YouTube is being spammed with thousands of online dating mass advertising spam videos (see image to left) and the lack of user reporting tools is allowing the spam to "stick".
Several months ago, YouTube removed the ability for people to report a user for violating community guidelines. Instead, YouTube allows its users only to flag individual videos. So when a company started creating thousands of duplicate mass advertising spam videos, YouTube was overwhelmed with spam (and didn't even realize it). The spam program uses random online dating keywords for the video titles and an autoposter to upload its videos, promoting a site called Lovely Dating, on YouTube.
YouTube, which claims to have real people immediately responding to flagged messages, has made it nearly impossible for someone to report numerous spam videos by causing a person to have to enter a CAPTCHA phrase after flagging just a few videos.
In essence, YouTube has created the perfect environment for spam to thrive.
Here's how the spamming works:
First, one long video is created that just shows a slideshow of women in the background along with text telling people to see "More Info" to visit the site. A randomizer then slices the video into dozens of different lengths so that YouTube can't see the videos being uploaded are the "same size".
The "more info" area contains a link to the site followed by a new paragraph with dozens of randomized spam words.
A video spam program is then used to automatically create new YouTube accounts. In each account, the random length videos are automatically uploaded up to fifty times using random popular online dating keywords.
YouTube's inability to allow reporting of user violations and limiting the number of videos that can be flagged, allow the spam to remain in the system and overwhelm ligitimate online dating videos while clogging the search feature.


--- WORK REQUEST ---
For each line in the data below that holds "CarLab", return a copy.

++++++++++++++++++++

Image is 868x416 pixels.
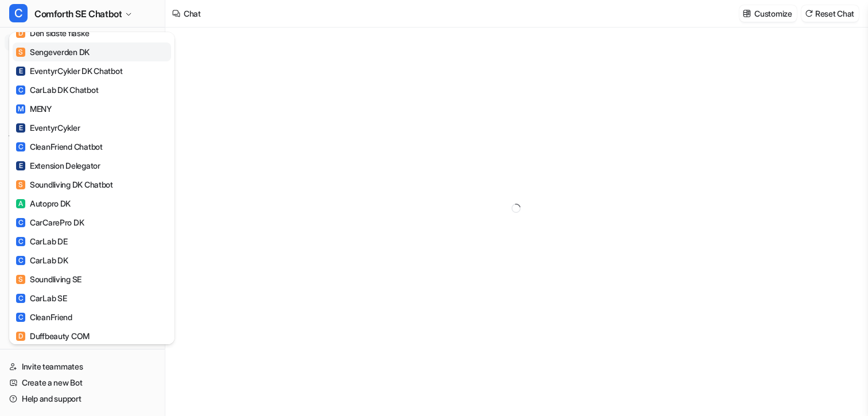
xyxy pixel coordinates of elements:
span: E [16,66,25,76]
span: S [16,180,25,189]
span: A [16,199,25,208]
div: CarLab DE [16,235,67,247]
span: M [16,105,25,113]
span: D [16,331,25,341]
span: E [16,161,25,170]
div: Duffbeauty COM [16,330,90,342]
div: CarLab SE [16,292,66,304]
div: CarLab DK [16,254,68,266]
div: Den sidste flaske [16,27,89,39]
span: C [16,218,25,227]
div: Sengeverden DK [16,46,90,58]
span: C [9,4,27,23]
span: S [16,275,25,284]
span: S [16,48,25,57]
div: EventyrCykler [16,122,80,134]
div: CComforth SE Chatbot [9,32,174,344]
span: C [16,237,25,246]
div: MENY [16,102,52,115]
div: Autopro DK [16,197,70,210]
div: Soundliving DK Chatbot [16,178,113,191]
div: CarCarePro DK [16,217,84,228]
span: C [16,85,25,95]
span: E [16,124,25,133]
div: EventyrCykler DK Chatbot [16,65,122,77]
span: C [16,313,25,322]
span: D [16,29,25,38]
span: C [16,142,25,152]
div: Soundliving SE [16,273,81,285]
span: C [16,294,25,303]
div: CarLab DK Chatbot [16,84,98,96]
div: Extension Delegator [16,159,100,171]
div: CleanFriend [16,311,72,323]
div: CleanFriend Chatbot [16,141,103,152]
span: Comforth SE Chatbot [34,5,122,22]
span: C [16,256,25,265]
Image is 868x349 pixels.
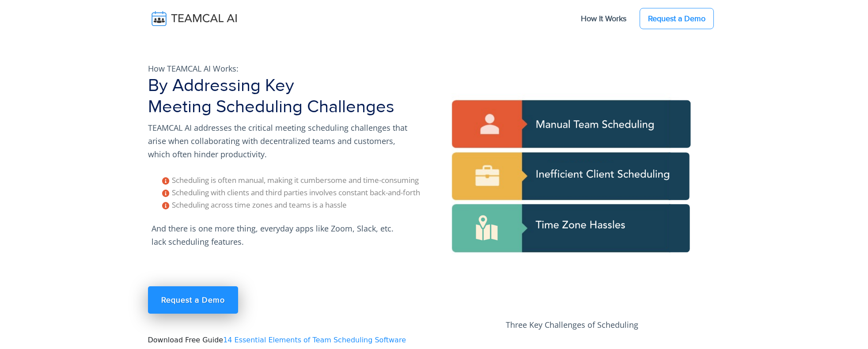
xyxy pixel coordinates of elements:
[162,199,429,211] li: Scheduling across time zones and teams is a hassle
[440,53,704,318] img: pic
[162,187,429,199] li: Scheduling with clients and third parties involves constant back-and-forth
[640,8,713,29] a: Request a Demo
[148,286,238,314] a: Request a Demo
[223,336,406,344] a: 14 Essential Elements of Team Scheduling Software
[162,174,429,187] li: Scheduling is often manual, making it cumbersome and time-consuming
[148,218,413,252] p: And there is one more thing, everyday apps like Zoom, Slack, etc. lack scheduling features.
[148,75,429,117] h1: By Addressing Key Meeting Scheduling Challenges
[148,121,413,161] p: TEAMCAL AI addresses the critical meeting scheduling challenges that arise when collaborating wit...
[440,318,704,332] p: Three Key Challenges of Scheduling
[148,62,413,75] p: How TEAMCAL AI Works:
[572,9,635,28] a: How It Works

++++++++++++++++++++

--- OUTPUT FOR THIS EXERCISE ---
div: CarLab DE [16,235,67,247]
div: CarLab SE [16,292,66,304]
div: CarLab DK [16,254,68,266]
div: CarLab DK Chatbot [16,84,98,96]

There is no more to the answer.